Thursday, May 18, 2017

A Handful of Toughts On Family Plot (1976)

Alfred Hitchcock’s final film is generally, though certainly not universally, rather unloved. It’s not much of a surprise either, for this peculiar comedy thriller (thriller comedy?) most of the time doesn’t feel at all like the sort of films you think about when it comes to defining an Alfred Hitchcock movie, even though it is certainly working in a genre space Hitchcock very much helped define.

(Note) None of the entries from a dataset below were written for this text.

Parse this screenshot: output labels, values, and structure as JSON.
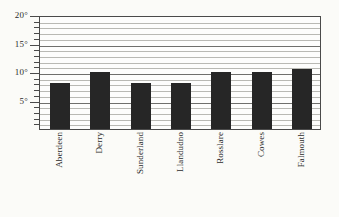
{
  "chart_data": {
    "type": "bar",
    "title": "",
    "subtitle": "",
    "xlabel": "",
    "ylabel": "",
    "categories": [
      "Aberdeen",
      "Derry",
      "Sunderland",
      "Llandudno",
      "Rosslare",
      "Cowes",
      "Falmouth"
    ],
    "values": [
      8,
      10,
      8,
      8,
      10,
      10,
      10.5
    ],
    "ylim": [
      0,
      20
    ],
    "y_ticks_major": [
      5,
      10,
      15,
      20
    ],
    "y_tick_labels": [
      "5°",
      "10°",
      "15°",
      "20°"
    ],
    "y_tick_step_minor": 1,
    "grid": true,
    "grid_orientation": "horizontal",
    "legend": "none",
    "bar_color": "#262626",
    "axis_color": "#4a4a4a",
    "grid_color": "#b9b9b4",
    "background_color": "#fbfbf8"
  }
}
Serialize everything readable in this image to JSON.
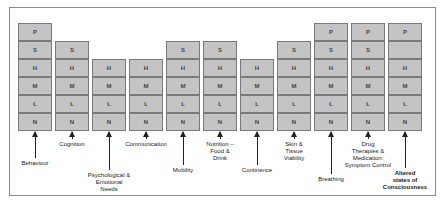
{
  "diagram": {
    "levels": [
      "P",
      "S",
      "H",
      "M",
      "L",
      "N"
    ],
    "columns": [
      {
        "label": "Behaviour",
        "cells": [
          "P",
          "S",
          "H",
          "M",
          "L",
          "N"
        ],
        "label_y": 160,
        "bold": false
      },
      {
        "label": "Cognition",
        "cells": [
          "S",
          "H",
          "M",
          "L",
          "N"
        ],
        "label_y": 141,
        "bold": false
      },
      {
        "label": "Psychological &\nEmotional\nNeeds",
        "cells": [
          "H",
          "M",
          "L",
          "N"
        ],
        "label_y": 172,
        "bold": false
      },
      {
        "label": "Communication",
        "cells": [
          "H",
          "M",
          "L",
          "N"
        ],
        "label_y": 141,
        "bold": false
      },
      {
        "label": "Mobility",
        "cells": [
          "S",
          "H",
          "M",
          "L",
          "N"
        ],
        "label_y": 167,
        "bold": false
      },
      {
        "label": "Nutrition –\nFood &\nDrink",
        "cells": [
          "S",
          "H",
          "M",
          "L",
          "N"
        ],
        "label_y": 141,
        "bold": false
      },
      {
        "label": "Continence",
        "cells": [
          "H",
          "M",
          "L",
          "N"
        ],
        "label_y": 167,
        "bold": false
      },
      {
        "label": "Skin &\nTissue\nViability",
        "cells": [
          "S",
          "H",
          "M",
          "L",
          "N"
        ],
        "label_y": 141,
        "bold": false
      },
      {
        "label": "Breathing",
        "cells": [
          "P",
          "S",
          "H",
          "M",
          "L",
          "N"
        ],
        "label_y": 176,
        "bold": false
      },
      {
        "label": "Drug\nTherapies &\nMedication:\nSymptom Control",
        "cells": [
          "P",
          "S",
          "H",
          "M",
          "L",
          "N"
        ],
        "label_y": 141,
        "bold": false
      },
      {
        "label": "Altered\nstates of\nConsciousness",
        "cells": [
          "P",
          "",
          "H",
          "M",
          "L",
          "N"
        ],
        "label_y": 170,
        "bold": true
      }
    ]
  },
  "colors": {
    "cell_fill": "#c4c4c4",
    "cell_border": "#7a7a7a",
    "frame_border": "#8a8a8a",
    "arrow": "#222222"
  }
}
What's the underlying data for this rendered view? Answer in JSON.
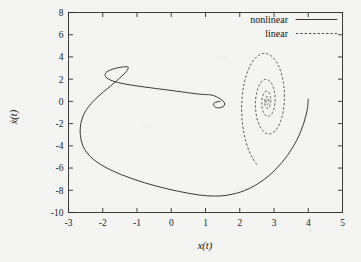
{
  "chart_data": {
    "type": "line",
    "title": "",
    "xlabel": "x(t)",
    "ylabel": "ẋ(t)",
    "xlim": [
      -3,
      5
    ],
    "ylim": [
      -10,
      8
    ],
    "xticks": [
      -3,
      -2,
      -1,
      0,
      1,
      2,
      3,
      4,
      5
    ],
    "yticks": [
      -10,
      -8,
      -6,
      -4,
      -2,
      0,
      2,
      4,
      6,
      8
    ],
    "xtick_labels": [
      "-3",
      "-2",
      "-1",
      "0",
      "1",
      "2",
      "3",
      "4",
      "5"
    ],
    "ytick_labels": [
      "-10",
      "-8",
      "-6",
      "-4",
      "-2",
      "0",
      "2",
      "4",
      "6",
      "8"
    ],
    "grid": false,
    "legend_position": "top-right",
    "legend": [
      {
        "name": "nonlinear",
        "style": "solid"
      },
      {
        "name": "linear",
        "style": "dashed"
      }
    ],
    "series": [
      {
        "name": "nonlinear",
        "style": "solid",
        "comment": "phase-plane trajectory: starts (4.00, 0.20), large clockwise excursion, converges to focus near (1.40, 0.00)",
        "points": [
          [
            4.0,
            0.2
          ],
          [
            3.98,
            -0.55
          ],
          [
            3.93,
            -1.3
          ],
          [
            3.86,
            -2.05
          ],
          [
            3.77,
            -2.8
          ],
          [
            3.66,
            -3.52
          ],
          [
            3.53,
            -4.22
          ],
          [
            3.39,
            -4.88
          ],
          [
            3.23,
            -5.5
          ],
          [
            3.06,
            -6.08
          ],
          [
            2.88,
            -6.62
          ],
          [
            2.68,
            -7.1
          ],
          [
            2.47,
            -7.52
          ],
          [
            2.25,
            -7.88
          ],
          [
            2.02,
            -8.16
          ],
          [
            1.78,
            -8.36
          ],
          [
            1.54,
            -8.48
          ],
          [
            1.3,
            -8.52
          ],
          [
            1.06,
            -8.5
          ],
          [
            0.8,
            -8.42
          ],
          [
            0.52,
            -8.28
          ],
          [
            0.22,
            -8.1
          ],
          [
            -0.1,
            -7.88
          ],
          [
            -0.44,
            -7.62
          ],
          [
            -0.78,
            -7.32
          ],
          [
            -1.12,
            -6.98
          ],
          [
            -1.45,
            -6.6
          ],
          [
            -1.76,
            -6.18
          ],
          [
            -2.04,
            -5.72
          ],
          [
            -2.28,
            -5.2
          ],
          [
            -2.46,
            -4.62
          ],
          [
            -2.58,
            -4.0
          ],
          [
            -2.64,
            -3.34
          ],
          [
            -2.66,
            -2.66
          ],
          [
            -2.64,
            -2.0
          ],
          [
            -2.58,
            -1.36
          ],
          [
            -2.48,
            -0.76
          ],
          [
            -2.34,
            -0.2
          ],
          [
            -2.17,
            0.34
          ],
          [
            -1.98,
            0.86
          ],
          [
            -1.78,
            1.36
          ],
          [
            -1.6,
            1.84
          ],
          [
            -1.44,
            2.28
          ],
          [
            -1.32,
            2.66
          ],
          [
            -1.26,
            2.94
          ],
          [
            -1.26,
            3.08
          ],
          [
            -1.33,
            3.12
          ],
          [
            -1.46,
            3.08
          ],
          [
            -1.62,
            2.98
          ],
          [
            -1.78,
            2.82
          ],
          [
            -1.9,
            2.6
          ],
          [
            -1.93,
            2.34
          ],
          [
            -1.88,
            2.1
          ],
          [
            -1.76,
            1.9
          ],
          [
            -1.58,
            1.72
          ],
          [
            -1.34,
            1.56
          ],
          [
            -1.06,
            1.42
          ],
          [
            -0.74,
            1.28
          ],
          [
            -0.4,
            1.14
          ],
          [
            -0.04,
            1.0
          ],
          [
            0.3,
            0.86
          ],
          [
            0.58,
            0.74
          ],
          [
            0.8,
            0.66
          ],
          [
            0.96,
            0.62
          ],
          [
            1.08,
            0.6
          ],
          [
            1.16,
            0.58
          ],
          [
            1.24,
            0.52
          ],
          [
            1.32,
            0.42
          ],
          [
            1.4,
            0.28
          ],
          [
            1.48,
            0.12
          ],
          [
            1.54,
            -0.06
          ],
          [
            1.56,
            -0.24
          ],
          [
            1.54,
            -0.4
          ],
          [
            1.48,
            -0.52
          ],
          [
            1.4,
            -0.58
          ],
          [
            1.32,
            -0.56
          ],
          [
            1.26,
            -0.46
          ],
          [
            1.23,
            -0.32
          ],
          [
            1.24,
            -0.18
          ],
          [
            1.29,
            -0.08
          ],
          [
            1.35,
            -0.03
          ],
          [
            1.4,
            -0.01
          ],
          [
            1.43,
            0.0
          ]
        ]
      },
      {
        "name": "linear",
        "style": "dashed",
        "comment": "linearized solution: clockwise inward logarithmic spiral about fixed point (2.80, 0.00); starts near (3.55, -7.25) and converges",
        "spiral": {
          "center": [
            2.8,
            0.0
          ],
          "a_start": 0.86,
          "b_start": 6.05,
          "decay_per_turn": 0.46,
          "turns": 4.6,
          "theta0": -1.92,
          "direction": "clockwise"
        }
      }
    ]
  }
}
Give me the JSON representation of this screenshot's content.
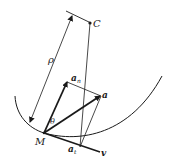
{
  "diagram": {
    "labels": {
      "center": "C",
      "radius": "ρ",
      "normal_accel": "a",
      "normal_sub": "n",
      "accel": "a",
      "angle": "θ",
      "point": "M",
      "tangential_accel": "a",
      "tangential_sub": "t",
      "velocity": "v"
    },
    "colors": {
      "stroke": "#1a1a1a",
      "background": "#ffffff"
    }
  }
}
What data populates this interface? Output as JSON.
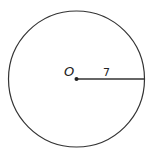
{
  "diagram": {
    "type": "circle",
    "center_label": "O",
    "radius_label": "7",
    "radius": 7,
    "stroke_color": "#333333",
    "background": "#ffffff"
  }
}
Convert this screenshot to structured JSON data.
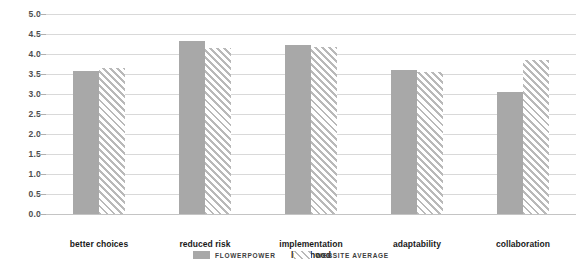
{
  "chart_data": {
    "type": "bar",
    "title": "",
    "subtitle": "",
    "xlabel": "",
    "ylabel": "",
    "ylim": [
      0.0,
      5.0
    ],
    "yticks": [
      "0.0",
      "0.5",
      "1.0",
      "1.5",
      "2.0",
      "2.5",
      "3.0",
      "3.5",
      "4.0",
      "4.5",
      "5.0"
    ],
    "ytick_values": [
      0.0,
      0.5,
      1.0,
      1.5,
      2.0,
      2.5,
      3.0,
      3.5,
      4.0,
      4.5,
      5.0
    ],
    "grid": true,
    "legend_position": "bottom-center",
    "categories": [
      "better choices",
      "reduced risk",
      "implementation\nlikelihood",
      "adaptability",
      "collaboration"
    ],
    "series": [
      {
        "name": "FLOWERPOWER",
        "style": "solid",
        "color": "#a8a8a8",
        "values": [
          3.58,
          4.33,
          4.22,
          3.6,
          3.05
        ]
      },
      {
        "name": "WEBSITE AVERAGE",
        "style": "diagonal-hatch",
        "color": "#b9b9b9",
        "values": [
          3.65,
          4.15,
          4.17,
          3.55,
          3.85
        ]
      }
    ]
  },
  "legend": {
    "items": [
      {
        "label": "FLOWERPOWER",
        "swatch": "solid-swatch-icon"
      },
      {
        "label": "WEBSITE AVERAGE",
        "swatch": "hatch-swatch-icon"
      }
    ]
  },
  "colors": {
    "bar_solid": "#a8a8a8",
    "bar_hatch": "#b9b9b9",
    "gridline": "#d9d9d9",
    "baseline": "#c4c4c4",
    "tick_text": "#4d4d4d",
    "category_text": "#1a1a1a",
    "legend_text": "#3d3d3d",
    "background": "#ffffff"
  }
}
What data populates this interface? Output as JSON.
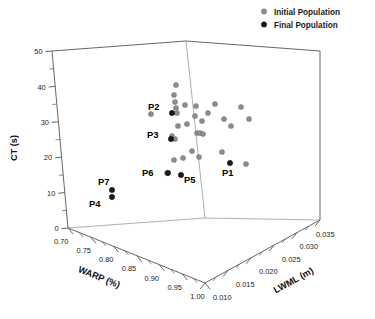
{
  "chart_data": {
    "type": "scatter",
    "projection": "3d",
    "title": "",
    "xlabel": "WARP (%)",
    "ylabel": "LWML (m)",
    "zlabel": "CT (s)",
    "axes": {
      "warp": {
        "label": "WARP (%)",
        "min": 0.7,
        "max": 1.0,
        "ticks": [
          "0.70",
          "0.75",
          "0.80",
          "0.85",
          "0.90",
          "0.95",
          "1.00"
        ],
        "tick_values": [
          0.7,
          0.75,
          0.8,
          0.85,
          0.9,
          0.95,
          1.0
        ],
        "minor_per_major": 2
      },
      "lwml": {
        "label": "LWML (m)",
        "min": 0.01,
        "max": 0.035,
        "ticks": [
          "0.010",
          "0.015",
          "0.020",
          "0.025",
          "0.030",
          "0.035"
        ],
        "tick_values": [
          0.01,
          0.015,
          0.02,
          0.025,
          0.03,
          0.035
        ],
        "minor_per_major": 2
      },
      "ct": {
        "label": "CT (s)",
        "min": 0,
        "max": 50,
        "ticks": [
          "0",
          "10",
          "20",
          "30",
          "40",
          "50"
        ],
        "tick_values": [
          0,
          10,
          20,
          30,
          40,
          50
        ],
        "minor_per_major": 2
      }
    },
    "grid": false,
    "legend": {
      "position": "top-right",
      "entries": [
        {
          "label": "Initial Population",
          "color": "#8c8c8c",
          "marker": "circle"
        },
        {
          "label": "Final Population",
          "color": "#1a1a1a",
          "marker": "circle"
        }
      ]
    },
    "series": [
      {
        "name": "Initial Population",
        "color": "#8c8c8c",
        "points": [
          {
            "px": 176,
            "py": 85
          },
          {
            "px": 174,
            "py": 95
          },
          {
            "px": 175,
            "py": 102
          },
          {
            "px": 176,
            "py": 108
          },
          {
            "px": 177,
            "py": 113
          },
          {
            "px": 151,
            "py": 114
          },
          {
            "px": 185,
            "py": 105
          },
          {
            "px": 196,
            "py": 106
          },
          {
            "px": 215,
            "py": 104
          },
          {
            "px": 241,
            "py": 107
          },
          {
            "px": 195,
            "py": 116
          },
          {
            "px": 208,
            "py": 113
          },
          {
            "px": 224,
            "py": 119
          },
          {
            "px": 249,
            "py": 119
          },
          {
            "px": 187,
            "py": 124
          },
          {
            "px": 202,
            "py": 121
          },
          {
            "px": 178,
            "py": 126
          },
          {
            "px": 172,
            "py": 136
          },
          {
            "px": 197,
            "py": 133
          },
          {
            "px": 200,
            "py": 133
          },
          {
            "px": 203,
            "py": 134
          },
          {
            "px": 231,
            "py": 126
          },
          {
            "px": 175,
            "py": 139
          },
          {
            "px": 192,
            "py": 151
          },
          {
            "px": 199,
            "py": 157
          },
          {
            "px": 222,
            "py": 152
          },
          {
            "px": 183,
            "py": 158
          },
          {
            "px": 246,
            "py": 164
          },
          {
            "px": 174,
            "py": 160
          },
          {
            "px": 167,
            "py": 173
          }
        ]
      },
      {
        "name": "Final Population",
        "color": "#1a1a1a",
        "points": [
          {
            "px": 172,
            "py": 113,
            "label": "P2",
            "label_dx": -24,
            "label_dy": -3
          },
          {
            "px": 171,
            "py": 139,
            "label": "P3",
            "label_dx": -24,
            "label_dy": -1
          },
          {
            "px": 168,
            "py": 173,
            "label": "P6",
            "label_dx": -26,
            "label_dy": 3
          },
          {
            "px": 181,
            "py": 175,
            "label": "P5",
            "label_dx": 3,
            "label_dy": 8
          },
          {
            "px": 230,
            "py": 163,
            "label": "P1",
            "label_dx": -8,
            "label_dy": 13
          },
          {
            "px": 112,
            "py": 190,
            "label": "P7",
            "label_dx": -14,
            "label_dy": -5
          },
          {
            "px": 112,
            "py": 197,
            "label": "P4",
            "label_dx": -23,
            "label_dy": 10
          }
        ]
      }
    ]
  },
  "geometry": {
    "origin_corner": {
      "x": 68,
      "y": 228
    },
    "top_left": {
      "x": 52,
      "y": 51
    },
    "front_bottom": {
      "x": 205,
      "y": 283
    },
    "back_top": {
      "x": 186,
      "y": 41
    },
    "right_bottom": {
      "x": 320,
      "y": 220
    },
    "right_top": {
      "x": 320,
      "y": 51
    }
  }
}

Which is why I rather like the film, I think. At the very least, I find it very difficult not to respect a filmmaker who has been making movies since silent film times, and in the late 70s still goes out to make a film that’s not typical of him. Family Plot is not a stone cold Great Film mind you - it lacks that slightly abstract crystallized and unmoving quality films marked with this word not seldom suffer under; it doesn’t feel like a part of a canon but like part of a life’s work that could have gone on from there.

The film’s great strength and its great weakness lies in its playfulness, the director’s willingness to let his very wonderful, very 70s cast – particularly Karen Black, William Devane, Bruce Dern and Barbara Harris – interact in often funny ways that suggest personal histories between characters instead of explaining them, and to let them show off-beat flaws, how the film suggests all sorts of interesting stuff you couldn’t get into a film that’s interested in tight plotting. For Family Plot really is a rather meandering kind of movie, with quite a few scenes you’d just cut if its aim were are tight unified experience but which are left in here to create more of a space for the characters to inhabit. The plot for its part is weird, rather intricate, but also not at all the point of the film.


There are two nice Hitchcock suspense set pieces to enjoy too, but what really lets this film stay in my mind is how little this is “An Alfred Hitchcock movie”, and how much the work of a veteran director of huge talents trying on elements of what the new kids have been up to in the last years.